He was the first English novelist to beat the genre's ample fields, as Alexander Pope might have put it, and to explore its cheerier heights, where he discovered veins of truest ore. Before him, Daniel Defoe in
Robinson Crusoe (1719) had in his irrepressibly pragmatic way settled other coasts and marked out clear boundaries; in so doing, he was also preparing the way for another of Fielding's precursors, Samuel Richardson, who in
Pamela (1740-1741) began his disturbing, claustrophobic descent into subterranean regions, carrying his torch—as the French critic Denis Diderot would later say of Richardson's masterpiece
Clarissa (1747-1748)—into the depths of the cavern. From the beginning there have been critics— Samuel Johnson, for instance—who preferred the more introspective and circumstantial fiction of Richardson to Fielding's expansive comedies of manners; Richardson, declared Johnson, "knew how a watch was made," whereas Fielding could merely "tell the hour by looking on the dialplate." But there have been others, such as Samuel Taylor Coleridge, who have redressed the balance in Fielding's favor: for Coleridge, coming to Fielding from a reading of Richardson was like throwing open the windows of a sickroom, letting in the sunshine and fresh air and revealing the panorama of England's pleasant countryside.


State the number of lines in the records beneath that hold the word "gridline", and add nothing.

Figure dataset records
----------

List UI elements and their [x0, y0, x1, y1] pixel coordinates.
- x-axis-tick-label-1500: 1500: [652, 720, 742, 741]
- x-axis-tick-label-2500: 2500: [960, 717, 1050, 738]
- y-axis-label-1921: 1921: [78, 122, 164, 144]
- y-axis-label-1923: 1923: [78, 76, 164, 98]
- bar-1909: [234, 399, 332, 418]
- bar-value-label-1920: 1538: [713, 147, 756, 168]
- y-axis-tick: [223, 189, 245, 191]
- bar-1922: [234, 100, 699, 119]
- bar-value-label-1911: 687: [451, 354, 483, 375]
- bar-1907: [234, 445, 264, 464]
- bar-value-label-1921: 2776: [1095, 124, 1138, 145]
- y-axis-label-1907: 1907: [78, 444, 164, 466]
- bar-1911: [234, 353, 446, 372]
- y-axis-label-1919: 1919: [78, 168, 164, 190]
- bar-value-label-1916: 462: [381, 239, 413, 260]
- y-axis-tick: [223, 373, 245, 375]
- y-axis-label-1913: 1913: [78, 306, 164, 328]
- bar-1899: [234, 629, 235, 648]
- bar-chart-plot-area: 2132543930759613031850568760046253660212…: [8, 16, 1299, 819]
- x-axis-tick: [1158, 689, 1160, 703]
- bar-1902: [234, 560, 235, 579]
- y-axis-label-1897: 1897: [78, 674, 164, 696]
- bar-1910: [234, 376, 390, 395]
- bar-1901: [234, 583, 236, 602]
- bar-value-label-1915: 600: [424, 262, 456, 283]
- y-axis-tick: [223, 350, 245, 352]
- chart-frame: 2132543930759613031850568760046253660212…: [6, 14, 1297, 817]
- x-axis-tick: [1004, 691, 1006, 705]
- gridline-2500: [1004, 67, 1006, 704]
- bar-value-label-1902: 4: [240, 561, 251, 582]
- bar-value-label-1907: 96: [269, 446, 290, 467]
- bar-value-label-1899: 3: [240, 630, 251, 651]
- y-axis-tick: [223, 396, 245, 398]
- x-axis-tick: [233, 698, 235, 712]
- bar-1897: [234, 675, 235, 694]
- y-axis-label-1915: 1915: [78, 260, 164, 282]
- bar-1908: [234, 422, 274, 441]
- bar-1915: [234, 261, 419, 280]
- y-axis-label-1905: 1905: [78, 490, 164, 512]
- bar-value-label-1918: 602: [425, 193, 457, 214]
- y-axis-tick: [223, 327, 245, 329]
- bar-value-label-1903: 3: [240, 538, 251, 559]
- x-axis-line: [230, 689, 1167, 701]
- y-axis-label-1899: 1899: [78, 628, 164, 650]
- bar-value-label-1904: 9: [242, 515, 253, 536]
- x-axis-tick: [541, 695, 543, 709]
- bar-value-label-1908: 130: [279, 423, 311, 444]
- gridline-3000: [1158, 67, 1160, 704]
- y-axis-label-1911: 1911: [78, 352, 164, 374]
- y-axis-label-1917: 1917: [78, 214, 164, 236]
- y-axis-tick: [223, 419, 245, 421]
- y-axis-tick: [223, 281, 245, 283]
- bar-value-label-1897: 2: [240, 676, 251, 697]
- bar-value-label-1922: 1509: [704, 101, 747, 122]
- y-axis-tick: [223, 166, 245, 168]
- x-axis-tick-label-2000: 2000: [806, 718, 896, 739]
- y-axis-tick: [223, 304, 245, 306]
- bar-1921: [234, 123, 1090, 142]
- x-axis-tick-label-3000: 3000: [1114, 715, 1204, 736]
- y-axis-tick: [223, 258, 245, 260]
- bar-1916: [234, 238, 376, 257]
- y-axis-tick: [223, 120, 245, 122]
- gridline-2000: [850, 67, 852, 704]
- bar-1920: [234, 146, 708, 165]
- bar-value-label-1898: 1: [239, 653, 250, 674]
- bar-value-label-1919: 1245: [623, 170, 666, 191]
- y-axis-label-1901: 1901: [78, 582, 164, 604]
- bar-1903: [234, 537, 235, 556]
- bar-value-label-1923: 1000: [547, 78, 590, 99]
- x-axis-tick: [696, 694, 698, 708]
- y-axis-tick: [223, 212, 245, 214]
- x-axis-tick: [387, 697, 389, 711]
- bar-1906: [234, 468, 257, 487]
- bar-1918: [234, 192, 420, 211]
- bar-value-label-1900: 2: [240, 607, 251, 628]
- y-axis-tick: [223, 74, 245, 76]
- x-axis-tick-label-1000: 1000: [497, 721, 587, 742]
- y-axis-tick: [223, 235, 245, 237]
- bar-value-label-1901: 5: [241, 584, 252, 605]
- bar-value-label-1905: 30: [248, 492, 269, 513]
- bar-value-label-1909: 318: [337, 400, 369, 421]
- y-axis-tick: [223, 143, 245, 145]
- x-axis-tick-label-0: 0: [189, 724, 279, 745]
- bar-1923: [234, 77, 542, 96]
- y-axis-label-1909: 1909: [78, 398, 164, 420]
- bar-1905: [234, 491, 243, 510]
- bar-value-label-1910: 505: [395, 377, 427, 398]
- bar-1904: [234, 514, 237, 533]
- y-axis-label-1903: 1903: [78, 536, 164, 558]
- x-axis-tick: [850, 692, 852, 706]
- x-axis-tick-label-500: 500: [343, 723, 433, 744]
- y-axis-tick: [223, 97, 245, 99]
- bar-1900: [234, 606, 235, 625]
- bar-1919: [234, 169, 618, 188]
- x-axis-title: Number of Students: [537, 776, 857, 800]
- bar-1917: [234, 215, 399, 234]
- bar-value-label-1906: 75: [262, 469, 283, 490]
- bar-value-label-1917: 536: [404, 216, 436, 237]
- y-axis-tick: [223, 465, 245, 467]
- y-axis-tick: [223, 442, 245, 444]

----------

* [EXERCISE OUTPUT]: 3